▶ [INSTRUCTIONS FOR THE TASK]:
Reproduce exactly the lines from the one containing "Describe the element" through the end of the entries, including both. Drop the pictures.

[Collected data]

+===+

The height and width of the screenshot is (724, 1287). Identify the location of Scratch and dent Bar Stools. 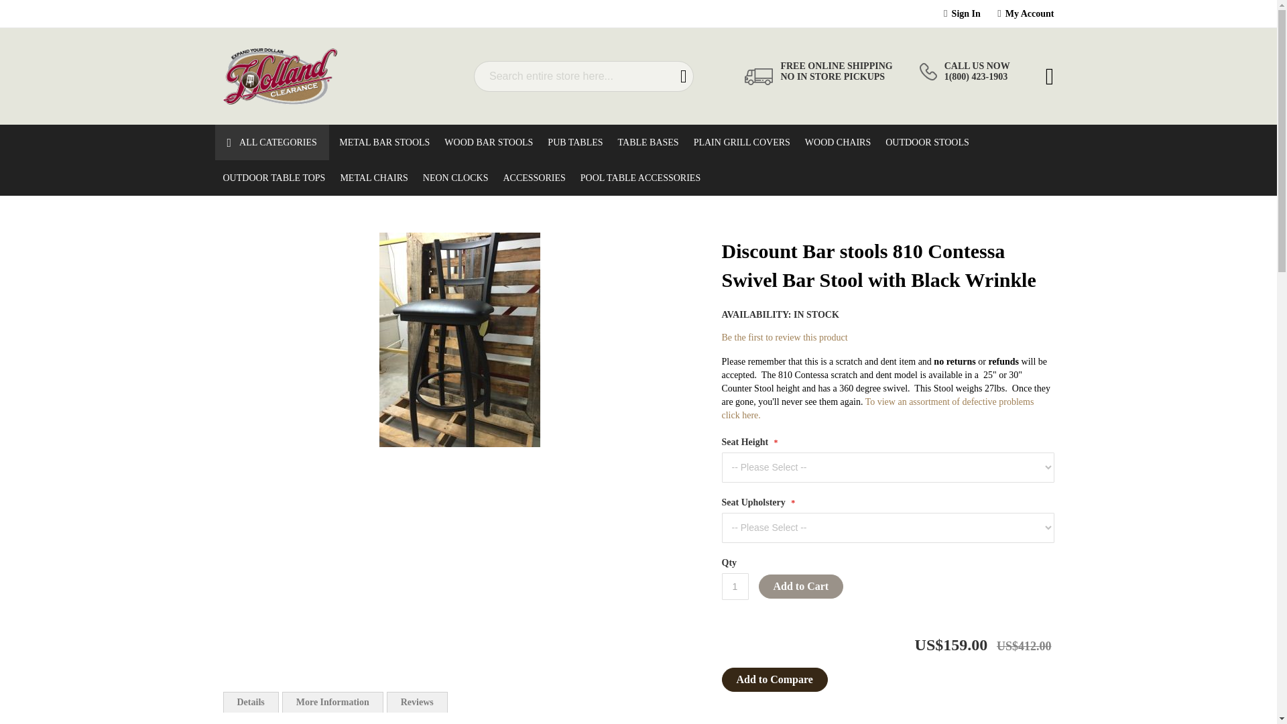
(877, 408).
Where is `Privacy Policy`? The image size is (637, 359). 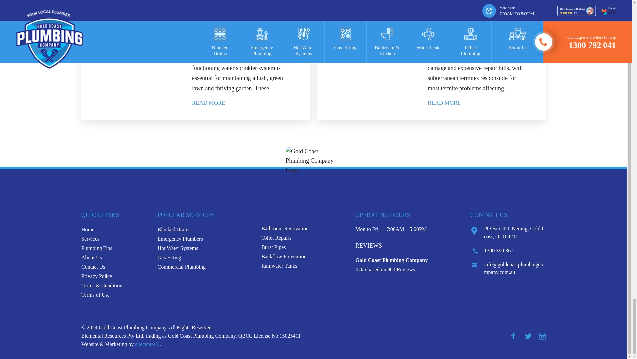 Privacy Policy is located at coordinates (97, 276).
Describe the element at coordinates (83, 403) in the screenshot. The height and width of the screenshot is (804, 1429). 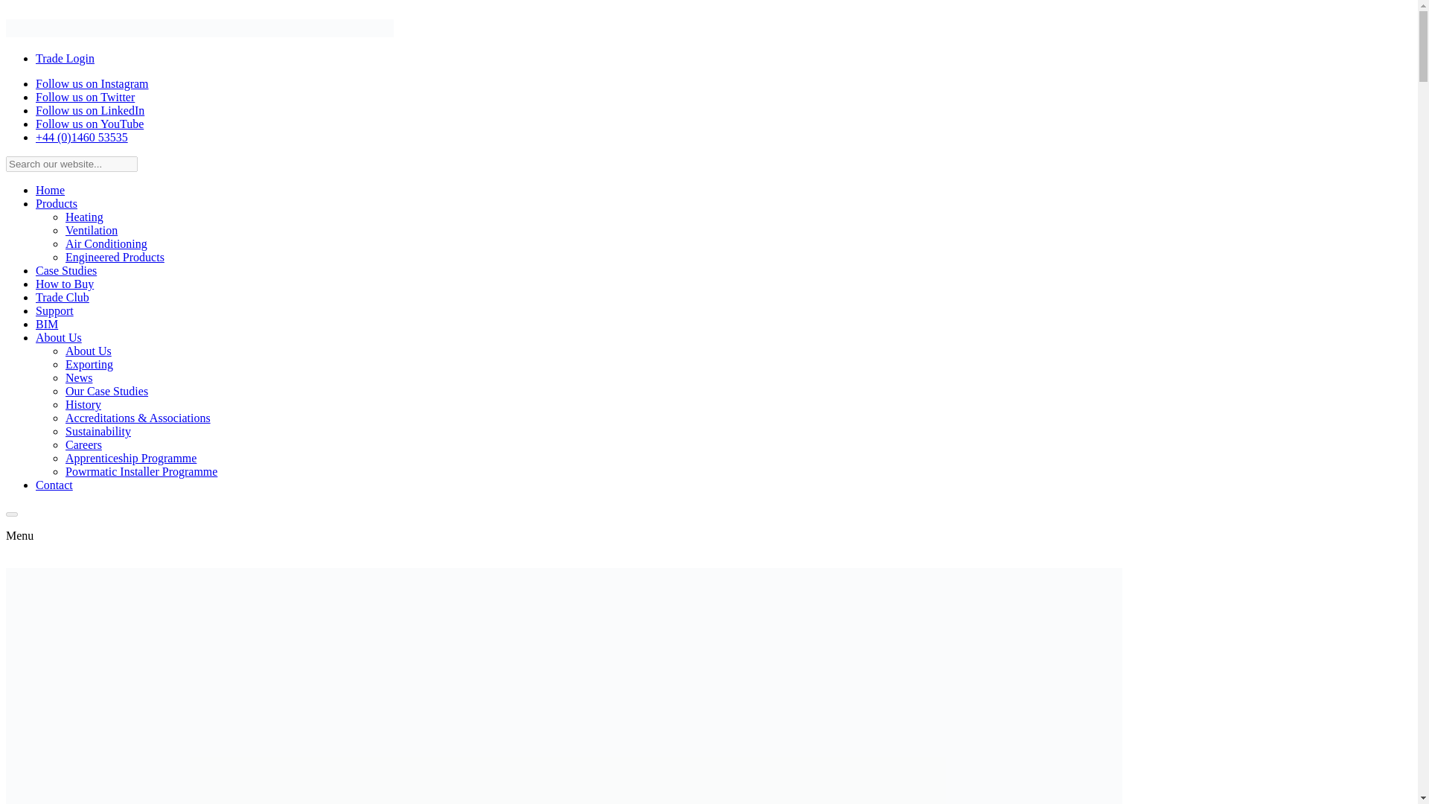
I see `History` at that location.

+===+

▶ [RESULT OF THIS EXERCISE]:
Describe the element at coordinates (83, 403) in the screenshot. The height and width of the screenshot is (804, 1429). 
I see `History` at that location.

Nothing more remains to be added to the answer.